NVIDIA CEO Jensen Huang has confirmed that engineering samples of its next-gen Blackwell AI GPUs will be sent out “all over the world”.
The news comes from NVIDIA CEO Jensen Huang himself during a chat at SIGGRAPH 2024 this week, with Jensen saying: “This week, we are sending out engineering samples of Blackwell all over the world”.
SIGGRAPH is more tailored towards the “software side of things” so NVIDIA didn’t go into the nitty-gritty of its AI hardware, but it did tease that the engineering samples of Blackwell will be headed out this week. That’s a very good sign, as it shows that Blackwell AI GPUs are very, very close to being in customers’ hands.
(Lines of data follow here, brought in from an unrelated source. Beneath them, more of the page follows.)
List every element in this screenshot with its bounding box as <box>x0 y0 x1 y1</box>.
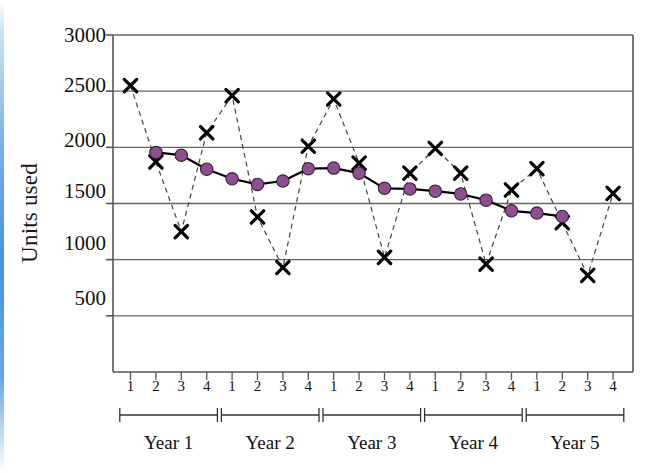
smoothed-marker <box>277 175 289 187</box>
smoothed-marker <box>302 162 314 174</box>
x-quarter-label: 4 <box>295 378 321 395</box>
x-year-label: Year 4 <box>423 432 525 454</box>
raw-marker <box>302 140 314 152</box>
smoothed-marker <box>429 185 441 197</box>
x-year-label: Year 2 <box>219 432 321 454</box>
raw-marker <box>531 162 543 174</box>
smoothed-marker <box>328 162 340 174</box>
gridlines <box>113 35 633 316</box>
x-quarter-label: 1 <box>422 378 448 395</box>
x-quarter-label: 3 <box>168 378 194 395</box>
units-used-chart: Units used 3000 2500 2000 1500 1000 500 … <box>0 0 665 473</box>
x-quarter-label: 2 <box>549 378 575 395</box>
x-quarter-label: 1 <box>219 378 245 395</box>
x-quarter-label: 2 <box>346 378 372 395</box>
smoothed-marker <box>480 194 492 206</box>
smoothed-marker <box>404 183 416 195</box>
raw-marker <box>505 184 517 196</box>
x-quarter-label: 3 <box>270 378 296 395</box>
smoothed-marker <box>455 188 467 200</box>
raw-marker <box>404 167 416 179</box>
smoothed-marker <box>505 205 517 217</box>
x-quarter-label: 1 <box>321 378 347 395</box>
raw-marker <box>251 211 263 223</box>
raw-marker <box>124 79 136 91</box>
raw-marker <box>607 187 619 199</box>
x-quarter-label: 2 <box>448 378 474 395</box>
x-quarter-label: 3 <box>473 378 499 395</box>
raw-marker <box>378 251 390 263</box>
x-quarter-label: 4 <box>600 378 626 395</box>
raw-marker <box>582 269 594 281</box>
x-quarter-label: 4 <box>499 378 525 395</box>
smoothed-marker <box>531 207 543 219</box>
x-year-label: Year 5 <box>524 432 626 454</box>
smoothed-marker <box>175 149 187 161</box>
smoothed-marker <box>226 173 238 185</box>
x-quarter-label: 2 <box>143 378 169 395</box>
raw-marker <box>328 93 340 105</box>
smoothed-marker <box>150 146 162 158</box>
raw-marker <box>277 261 289 273</box>
x-quarter-label: 4 <box>397 378 423 395</box>
smoothed-marker <box>353 167 365 179</box>
x-quarter-label: 3 <box>372 378 398 395</box>
x-quarter-label: 1 <box>118 378 144 395</box>
raw-marker <box>455 167 467 179</box>
raw-marker <box>175 225 187 237</box>
x-quarter-label: 2 <box>245 378 271 395</box>
x-quarter-label: 3 <box>575 378 601 395</box>
smoothed-marker <box>201 163 213 175</box>
x-year-label: Year 1 <box>118 432 220 454</box>
raw-marker <box>429 142 441 154</box>
raw-marker <box>201 127 213 139</box>
x-quarter-label: 1 <box>524 378 550 395</box>
smoothed-marker <box>378 182 390 194</box>
plot-area <box>0 0 665 473</box>
smoothed-marker <box>556 210 568 222</box>
smoothed-marker <box>251 178 263 190</box>
y-tick-marks <box>106 35 113 316</box>
year-group-brackets <box>120 408 624 422</box>
x-quarter-label: 4 <box>194 378 220 395</box>
x-year-label: Year 3 <box>321 432 423 454</box>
Google, Meta, Microsoft, Amazon, and more companies have been tripping over themselves trying to buy as many Blackwell AI GPUs and GB200 AI servers as possible. NVIDIA has been scrambling to get TSMC crank up the semiconductor fab lines to their limits, and SK hynix to provide enough HBM3E memory as possible to make more AI GPUs than thought possible.
NVIDIA recently raised orders with TSMC by 25% for its next-gen Blackwell AI GPUs, as well as rumors that NVIDIA requested a dedicated packaging manufacturing line for its GPUs at TSMC, to which TSMC said no.
We’re expecting the next-gen GB200 AI server cabinets to ship in “small quantities” in Q4 2024 at the earliest, with the big waves of GB200 AI server cabinets to ship in full throughout 2025. Each of the GB200 Superchips inside of the AI server cost up to $70,000 each, while a full B200 NVL72 AI server cabinet will cost upwards of $3 million.
VIEW GALLERY – 2 IMAGES
Just in 2025 alone, NVIDIA is expected to make $210 billion from its Blackwell GB200 AI servers, which is a damn big pile of revenue for NVIDIA from just GB200 AI servers.
This is without the B100 and B200 AI GPU sales, of which there are going to be many… lots of B100 + B200 AI GPUs are going to get pumped out, purchased, and will power future systems for AI compute tasks, and more.